You do need to explicitly set all values. The return type is automatically handled.

const rows = await db
  .insertInto(db.list)
  .values({
    id: null,
    createdAt: null,
    name: `My List`,
  })
  .returning(`id`, `createdAt`, `name`);

When using returning() the return value is automatically changed from an integer (number of affected rows) to an array of objects with keys matching the columns specified.

Transactions

You can call db.transaction(callback) which begins a transaction and depending on the promise you return in the transaction will commit or rollback the transaction.

Best practice is to shadow your database variable, generally db, so you do not mistakenly execute queries outside the transaction.

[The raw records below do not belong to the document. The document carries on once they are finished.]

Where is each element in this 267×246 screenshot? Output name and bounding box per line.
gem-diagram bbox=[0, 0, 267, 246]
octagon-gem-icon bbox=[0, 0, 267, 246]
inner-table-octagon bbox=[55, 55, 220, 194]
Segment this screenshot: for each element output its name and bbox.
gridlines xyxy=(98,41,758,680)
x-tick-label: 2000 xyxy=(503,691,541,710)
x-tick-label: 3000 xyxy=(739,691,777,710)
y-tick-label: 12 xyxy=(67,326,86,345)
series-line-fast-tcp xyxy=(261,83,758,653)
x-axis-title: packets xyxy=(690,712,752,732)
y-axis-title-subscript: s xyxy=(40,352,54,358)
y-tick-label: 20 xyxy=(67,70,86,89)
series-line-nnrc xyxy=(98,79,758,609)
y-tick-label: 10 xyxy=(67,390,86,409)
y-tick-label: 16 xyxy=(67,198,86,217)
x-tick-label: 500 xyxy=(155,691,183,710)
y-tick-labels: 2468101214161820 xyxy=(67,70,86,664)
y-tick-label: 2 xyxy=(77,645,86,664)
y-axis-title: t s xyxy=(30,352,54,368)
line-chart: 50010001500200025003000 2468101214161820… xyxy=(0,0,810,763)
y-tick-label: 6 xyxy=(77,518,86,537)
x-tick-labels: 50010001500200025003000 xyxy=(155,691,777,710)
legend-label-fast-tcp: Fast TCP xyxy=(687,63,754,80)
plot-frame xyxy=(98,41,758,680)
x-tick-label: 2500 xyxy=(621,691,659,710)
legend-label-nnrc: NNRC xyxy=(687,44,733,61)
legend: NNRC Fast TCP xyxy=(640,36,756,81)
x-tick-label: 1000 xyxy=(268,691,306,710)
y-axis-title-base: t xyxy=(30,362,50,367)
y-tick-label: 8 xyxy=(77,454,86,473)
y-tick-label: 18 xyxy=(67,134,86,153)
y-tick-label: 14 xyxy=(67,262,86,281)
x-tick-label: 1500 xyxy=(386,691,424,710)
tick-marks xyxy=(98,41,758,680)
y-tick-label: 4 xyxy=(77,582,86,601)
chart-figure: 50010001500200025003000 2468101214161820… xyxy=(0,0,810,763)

const list = await db.transaction(db => {
  const list = await db
    .intoInto(db.list)
    .values({
      id: null,
      createdAt: null,
      name: `My List`,
    })
    .returning(`id`)
    .first();

  await db
    .insertInto(db.listItem)
    .values({
      id: null,
      createdAt: undefined,
      listId: list.id,
      name: `My Item`,
    });

  return list;
});

Migrations

The idea is to automatically generate migrations based on the changes in your tables. A rough first version of the CLI is working, but it's picky about you project structure:

  • It expects your db instance to be at src/db.ts.
  • It writes your migrations to migrations/.

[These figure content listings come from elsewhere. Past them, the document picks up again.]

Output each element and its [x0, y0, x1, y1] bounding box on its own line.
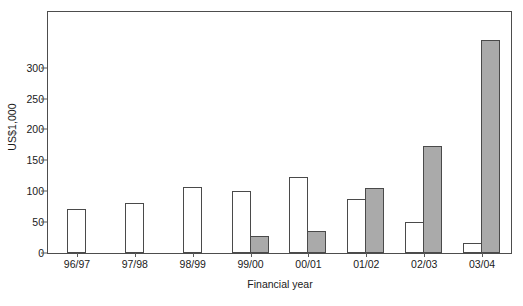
x-axis-tick-mark [482, 253, 483, 257]
y-axis-tick-label: 200 [26, 123, 44, 135]
y-axis-tick-label: 250 [26, 93, 44, 105]
x-axis-tick-label: 02/03 [411, 258, 437, 270]
y-axis-title-text: US$1,000 [6, 103, 18, 151]
x-axis-tick-mark [424, 253, 425, 257]
x-axis-tick-label: 98/99 [180, 258, 206, 270]
bar-03-04-white-series [463, 243, 482, 253]
x-axis-tick-labels: 96/9797/9898/9999/0000/0101/0202/0303/04 [48, 258, 512, 274]
x-axis-tick-label: 00/01 [295, 258, 321, 270]
x-axis-tick-label: 01/02 [353, 258, 379, 270]
bar-group [48, 12, 511, 253]
x-axis-tick-mark [135, 253, 136, 257]
x-axis-tick-label: 97/98 [122, 258, 148, 270]
x-axis-tick-mark [193, 253, 194, 257]
y-axis-tick-labels: 050100150200250300 [18, 0, 44, 306]
y-axis-tick-label: 150 [26, 154, 44, 166]
x-axis-tick-label: 99/00 [237, 258, 263, 270]
y-axis-tick-label: 300 [26, 62, 44, 74]
y-axis-tick-label: 50 [32, 216, 44, 228]
x-axis-tick-mark [366, 253, 367, 257]
bar-03-04-gray-series [481, 40, 500, 253]
x-axis-tick-mark [308, 253, 309, 257]
y-axis-tick-label: 0 [38, 247, 44, 259]
x-axis-tick-label: 96/97 [64, 258, 90, 270]
x-axis-title: Financial year [48, 278, 512, 290]
bar-chart: US$1,000 050100150200250300 96/9797/9898… [0, 0, 523, 306]
y-axis-tick-label: 100 [26, 185, 44, 197]
x-axis-tick-mark [77, 253, 78, 257]
bars-layer [48, 12, 511, 253]
x-axis-tick-label: 03/04 [469, 258, 495, 270]
x-axis-tick-mark [251, 253, 252, 257]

For example, in src/db.ts:

import { createDatabase, UuidColumn, TextColumn, IntegerColumn } from '@ff00ff/mammoth';

class Test {
  id = new UuidColumn().primaryKey().notNull().default(new UuidGenerateV4());
  name = new TextColumn().notNull();
  value = new IntegerColumn();
}

export const db = createDatabase({
  test: new Test(),
});

export type Database = typeof db;

It's a best practice to place your tables in src/tables instead of directly in src/db.ts.

db migrations generate should read your tables in src/tables, read your migrations and generate a new migration based on the changes between them.

Raw queries

When a new keyword is introduced in Postgres which you want to use badly but is not supported in this library yet, you can always fall back to raw sql. You can mix the type-safe functions with raw sql:

db.select(db.account.id)
  .from(db.account)
  .append `MAGIC NEW ORDER BY`;
SELECT account.id FROM account MAGIC NEW ORDER BY

You can also write raw sql completely. This is not advised, obviously, because it defeats the whole purpose of this library.

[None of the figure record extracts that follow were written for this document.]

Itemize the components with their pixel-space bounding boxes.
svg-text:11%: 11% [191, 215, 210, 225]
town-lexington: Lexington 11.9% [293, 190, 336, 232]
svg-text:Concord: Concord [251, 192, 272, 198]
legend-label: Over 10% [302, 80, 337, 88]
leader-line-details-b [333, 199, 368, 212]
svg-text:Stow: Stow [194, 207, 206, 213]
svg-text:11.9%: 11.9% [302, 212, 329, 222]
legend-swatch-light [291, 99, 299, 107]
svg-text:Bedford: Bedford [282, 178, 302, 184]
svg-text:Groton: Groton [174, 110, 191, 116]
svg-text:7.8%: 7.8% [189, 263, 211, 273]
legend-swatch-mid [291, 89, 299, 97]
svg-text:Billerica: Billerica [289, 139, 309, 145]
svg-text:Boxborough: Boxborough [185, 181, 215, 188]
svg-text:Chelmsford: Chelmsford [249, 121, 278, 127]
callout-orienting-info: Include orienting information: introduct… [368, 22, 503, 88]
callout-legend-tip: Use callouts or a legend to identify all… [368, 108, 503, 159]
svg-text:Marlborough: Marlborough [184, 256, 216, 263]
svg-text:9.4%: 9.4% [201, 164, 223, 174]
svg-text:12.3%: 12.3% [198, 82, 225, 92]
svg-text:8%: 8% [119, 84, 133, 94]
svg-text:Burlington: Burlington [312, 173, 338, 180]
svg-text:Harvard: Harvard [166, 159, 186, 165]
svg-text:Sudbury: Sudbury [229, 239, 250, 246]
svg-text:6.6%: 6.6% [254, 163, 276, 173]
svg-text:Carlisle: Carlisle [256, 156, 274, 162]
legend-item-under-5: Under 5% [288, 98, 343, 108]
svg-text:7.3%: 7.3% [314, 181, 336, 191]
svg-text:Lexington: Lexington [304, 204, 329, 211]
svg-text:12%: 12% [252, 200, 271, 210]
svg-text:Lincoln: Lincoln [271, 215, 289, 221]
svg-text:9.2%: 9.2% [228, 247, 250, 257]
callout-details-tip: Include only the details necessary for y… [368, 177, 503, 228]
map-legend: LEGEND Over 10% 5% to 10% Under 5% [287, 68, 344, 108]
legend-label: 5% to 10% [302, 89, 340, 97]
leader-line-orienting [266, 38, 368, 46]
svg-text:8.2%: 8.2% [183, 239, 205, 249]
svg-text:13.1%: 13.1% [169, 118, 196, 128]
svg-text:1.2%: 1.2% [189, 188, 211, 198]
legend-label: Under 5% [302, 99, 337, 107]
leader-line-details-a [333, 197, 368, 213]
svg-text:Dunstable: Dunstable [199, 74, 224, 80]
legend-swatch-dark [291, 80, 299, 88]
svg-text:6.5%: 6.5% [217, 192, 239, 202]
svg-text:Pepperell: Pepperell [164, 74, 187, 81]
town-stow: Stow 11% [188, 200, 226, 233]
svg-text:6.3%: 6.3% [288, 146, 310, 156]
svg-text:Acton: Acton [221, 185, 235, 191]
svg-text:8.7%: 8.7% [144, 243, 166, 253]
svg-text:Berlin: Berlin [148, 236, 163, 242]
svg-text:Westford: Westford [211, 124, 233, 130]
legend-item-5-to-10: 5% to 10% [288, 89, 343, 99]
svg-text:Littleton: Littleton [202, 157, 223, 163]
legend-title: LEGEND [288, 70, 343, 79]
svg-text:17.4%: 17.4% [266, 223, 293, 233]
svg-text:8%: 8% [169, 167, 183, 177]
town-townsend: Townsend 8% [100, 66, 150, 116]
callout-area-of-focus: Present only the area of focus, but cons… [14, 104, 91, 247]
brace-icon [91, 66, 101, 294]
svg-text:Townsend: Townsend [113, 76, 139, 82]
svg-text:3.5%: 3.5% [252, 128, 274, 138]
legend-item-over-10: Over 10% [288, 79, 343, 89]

const result = await db.sql `SELECT * FROM account WHERE account.name = ${name}`;


Up next

  • Refactor internal API as some bits are a bit in a proof on concept state.
  • Extend SQL keywords e.g. UNION, WITH, INSERT INTO-SELECT, etc.
  • Improve upsert, delete.
  • Support indices and enums.

Stay in touch!

Please star or watch this repo. Because Mammoth is still in development you can sign up to receive the announcement once we hit 1.0 http://eepurl.com/dgySSz (this is a Mailchimp sign up form). You can also start a discussion on e.g. GitHub to give feedback on the public API.

Versioning

A final note on the versioning: we're at version 0.X until we consider Mammoth not production-ready. Once we consider the project production-ready we bump to 1.0 and stricly abide to semver.